Ceres Magazine Issue 3 - Spring 2016 | Page 51

who are influential and rich as well—what do you do? Well… you roll up your sleeves, and reinvent the imperfect world of the former regime! And, you get busy building a society of fairness, where everyone can find a place according to abilities and talents, not birthright, a world where the arbitrariness of the will of one

(the absolute monarchy)

would leave room for a strong

constitution that would guarantee individual freedom, where the laws would apply in the same way to all regardless of one’s name; where the pursuit of happiness would be possible for everyone without the obligation to comply with the duty of obedience to society, to the dictates of birthright, or to the privileges of noble families. These humanistic ideas were those of Madame de Staël and her close friends, mostly aristocrats by birth (such as Louis de Narbonne, Mathieu de Montmorency, Talleyrand) who wanted to build this kind of society, and push it towards progress and happiness for all mankind.

To these ideas, Madame de Staël remained faithful throughout her life, determined to have them

endorsed by the society of her

time. We can say she stayed on that pathway of freedom, and fought on all fronts without fail.

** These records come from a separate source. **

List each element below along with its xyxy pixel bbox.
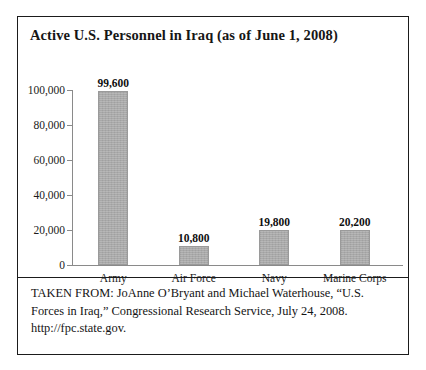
y-axis-tick-label: 100,000 — [28, 84, 65, 96]
y-axis-tick — [67, 265, 73, 266]
bar-slot: 10,800Air Force — [154, 90, 235, 265]
figure-container: Active U.S. Personnel in Iraq (as of Jun… — [17, 16, 409, 355]
bar-value-label: 20,200 — [339, 216, 371, 228]
bar-value-label: 99,600 — [97, 77, 129, 89]
plot-area: 020,00040,00060,00080,000100,000 99,600A… — [73, 90, 395, 265]
bar-value-label: 19,800 — [258, 216, 290, 228]
y-axis-tick-label: 40,000 — [33, 189, 65, 201]
y-axis-tick-label: 20,000 — [33, 224, 65, 236]
caption-divider — [18, 277, 408, 278]
figure-caption: TAKEN FROM: JoAnne O’Bryant and Michael … — [31, 285, 393, 338]
bar-slot: 99,600Army — [73, 90, 154, 265]
bar[interactable]: 10,800 — [179, 246, 209, 265]
bar[interactable]: 99,600 — [98, 91, 128, 265]
bar-value-label: 10,800 — [178, 232, 210, 244]
bar[interactable]: 19,800 — [259, 230, 289, 265]
bar[interactable]: 20,200 — [340, 230, 370, 265]
figure-title: Active U.S. Personnel in Iraq (as of Jun… — [30, 27, 338, 44]
y-axis-tick-label: 0 — [59, 259, 65, 271]
y-axis-tick-label: 80,000 — [33, 119, 65, 131]
bar-slot: 19,800Navy — [234, 90, 315, 265]
bar-chart: 020,00040,00060,00080,000100,000 99,600A… — [18, 57, 407, 277]
bar-slot: 20,200Marine Corps — [315, 90, 396, 265]
y-axis-tick-label: 60,000 — [33, 154, 65, 166]
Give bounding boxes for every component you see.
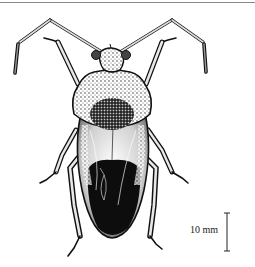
- scale-bar-icon: [222, 212, 232, 252]
- foreleg-right: [146, 38, 176, 84]
- pronotum: [73, 70, 152, 130]
- hindleg-right: [146, 158, 162, 249]
- foreleg-left: [44, 38, 78, 84]
- scale-label: 10 mm: [190, 224, 218, 235]
- hemelytra: [77, 118, 148, 238]
- hindleg-left: [68, 158, 80, 256]
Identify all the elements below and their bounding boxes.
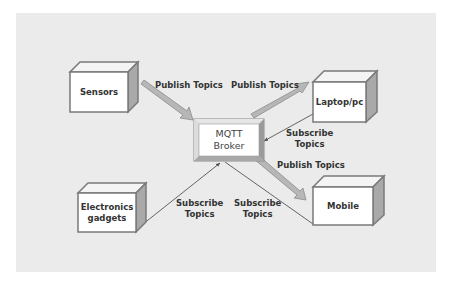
- edge-label-line2: Topics: [176, 209, 223, 220]
- edge-label-laptop-subscribe: Subscribe Topics: [286, 128, 333, 150]
- laptop-label-text: Laptop/pc: [316, 97, 363, 108]
- sensors-label: Sensors: [70, 72, 128, 112]
- edge-label-mobile-publish: Publish Topics: [277, 160, 345, 171]
- edge-label-line1: Subscribe: [176, 198, 223, 209]
- electronics-label: Electronics gadgets: [78, 193, 136, 232]
- edge-label-laptop-publish: Publish Topics: [231, 80, 299, 91]
- mobile-label: Mobile: [313, 187, 373, 225]
- sensors-label-text: Sensors: [80, 87, 118, 98]
- edge-label-line2: Topics: [286, 139, 333, 150]
- edge-label-text: Publish Topics: [231, 80, 299, 90]
- edge-label-sensors-publish: Publish Topics: [155, 80, 223, 91]
- broker-label-line2: Broker: [214, 140, 245, 152]
- edge-label-text: Publish Topics: [277, 160, 345, 170]
- mobile-label-text: Mobile: [327, 201, 359, 212]
- broker-label-line1: MQTT: [215, 128, 242, 140]
- edge-label-mobile-subscribe: Subscribe Topics: [234, 198, 281, 220]
- electronics-label-line2: gadgets: [88, 213, 127, 224]
- edge-label-electronics-subscribe: Subscribe Topics: [176, 198, 223, 220]
- edge-label-line1: Subscribe: [234, 198, 281, 209]
- laptop-label: Laptop/pc: [313, 82, 366, 122]
- edge-label-line2: Topics: [234, 209, 281, 220]
- edge-label-text: Publish Topics: [155, 80, 223, 90]
- electronics-label-line1: Electronics: [81, 202, 134, 213]
- broker-label: MQTT Broker: [199, 124, 259, 156]
- edge-label-line1: Subscribe: [286, 128, 333, 139]
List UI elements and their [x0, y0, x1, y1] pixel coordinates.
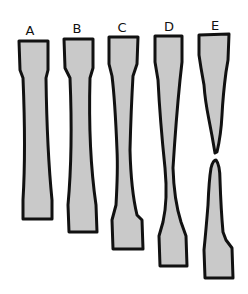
specimen-b — [64, 39, 97, 232]
specimen-a — [19, 41, 52, 219]
specimen-e-lower — [204, 160, 233, 278]
specimen-e-upper — [199, 34, 229, 153]
tensile-specimen-figure: A B C D E — [0, 0, 248, 294]
specimen-d — [155, 36, 187, 266]
specimen-drawing — [0, 0, 248, 294]
specimen-c — [109, 37, 143, 249]
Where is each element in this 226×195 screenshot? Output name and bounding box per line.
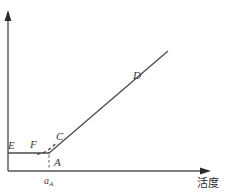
x-axis-label: 活度 bbox=[197, 178, 219, 189]
point-label-a: A bbox=[54, 157, 61, 168]
diagram-canvas bbox=[0, 0, 226, 195]
point-label-c: C bbox=[56, 131, 63, 142]
activity-diagram-figure: E F C A D aA 活度 bbox=[0, 0, 226, 195]
point-label-f: F bbox=[30, 139, 37, 150]
x-axis-tick-label: aA bbox=[44, 176, 53, 186]
point-label-e: E bbox=[8, 140, 15, 151]
tick-label-subscript: A bbox=[49, 180, 53, 187]
y-axis-arrow-icon bbox=[5, 10, 12, 21]
x-axis-arrow-icon bbox=[200, 168, 211, 175]
rising-segment-line bbox=[49, 51, 169, 154]
point-label-d: D bbox=[133, 70, 141, 81]
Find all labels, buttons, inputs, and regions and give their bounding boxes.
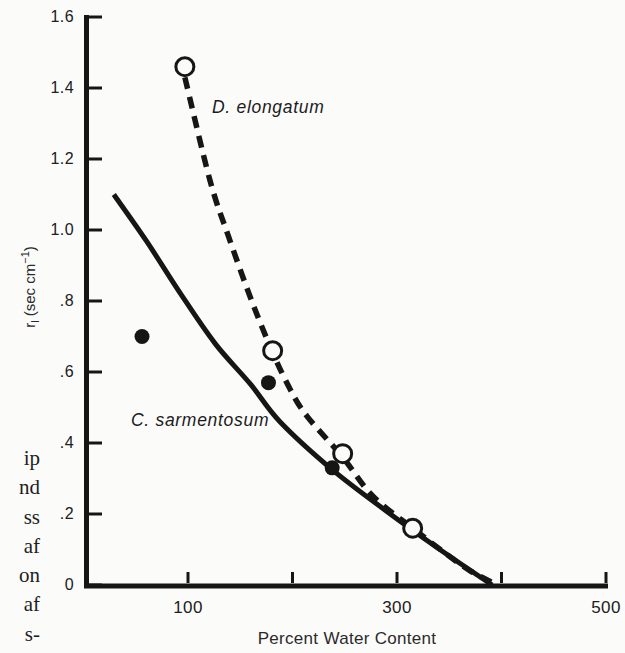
series-label-d-elongatum: D. elongatum <box>212 97 325 118</box>
y-tick-label: 1.4 <box>0 78 74 98</box>
y-axis-unit-close: ) <box>21 246 38 251</box>
data-point-open-circle <box>264 342 282 360</box>
curve-c-sarmentosum <box>114 195 492 586</box>
curve-d-elongatum <box>185 77 497 585</box>
data-point-open-circle <box>404 519 422 537</box>
caption-fragment: ss <box>0 503 40 532</box>
y-axis-symbol-subscript: l <box>29 320 41 322</box>
x-tick-label: 500 <box>576 597 625 619</box>
x-axis-title: Percent Water Content <box>237 629 457 651</box>
y-axis-unit-open: (sec cm <box>21 264 38 321</box>
data-point-filled-circle <box>135 329 150 344</box>
caption-fragment: on <box>0 561 40 590</box>
caption-fragment: af <box>0 590 40 619</box>
caption-fragment: ip <box>0 444 40 473</box>
y-tick-label: 1.2 <box>0 149 74 169</box>
y-tick-label: .6 <box>0 362 74 382</box>
caption-fragment: nd <box>0 473 40 502</box>
x-tick-label: 300 <box>367 597 427 619</box>
caption-fragment: s- <box>0 620 40 649</box>
cropped-caption-text: ip nd ss af on af s- <box>0 444 40 649</box>
y-tick-label: 1.6 <box>0 7 74 27</box>
caption-fragment: af <box>0 532 40 561</box>
series-label-c-sarmentosum: C. sarmentosum <box>131 410 269 431</box>
y-axis-symbol: r <box>21 323 38 328</box>
y-axis-unit-exponent: −1 <box>19 251 31 264</box>
data-point-open-circle <box>176 58 194 76</box>
y-tick-label: 1.0 <box>0 220 74 240</box>
data-point-open-circle <box>334 445 352 463</box>
data-point-filled-circle <box>261 375 276 390</box>
y-axis-title: rl (sec cm−1) <box>15 223 35 351</box>
x-tick-label: 100 <box>158 597 218 619</box>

The least known aspect of her life, also the most private, was without doubt her status as a business woman. Madame de Staël had, at first, no interest in financial affairs as such, and left her father—a finance genius—to manage the family fortune that he had, indeed, built himself. But after his death in 1804, she grasped the concept that what was worthy of her father could not possibly be unworthy of her, and against all odds, she began to follow very closely all financial investments, purchases of real estate, and

other transactions. Pierre Samuel Du Pont de Nemours (French Economist, politician and diplomat who had invested largely in the United States*1) and James-Donatien Le Ray de Chaumont (a wealthy and powerful aristocrat who became an American citizen*2) were in charge of finding acquisitions, and managing those pieces of property on her behalf in the United States, thus averting

This year, Madame de Staël celebrates her 250 Years Anniversary. Born on April 22, 1766, in Paris, her father was the prominent Swiss banker and statesman Jacques Necker, who was the Director of Finance under King Louis XVI of France. Her mother was Suzanne Curchod, hostess of one of the most popular salons of Paris.

Portrait of Madame de Staël. Unknown credit. PD.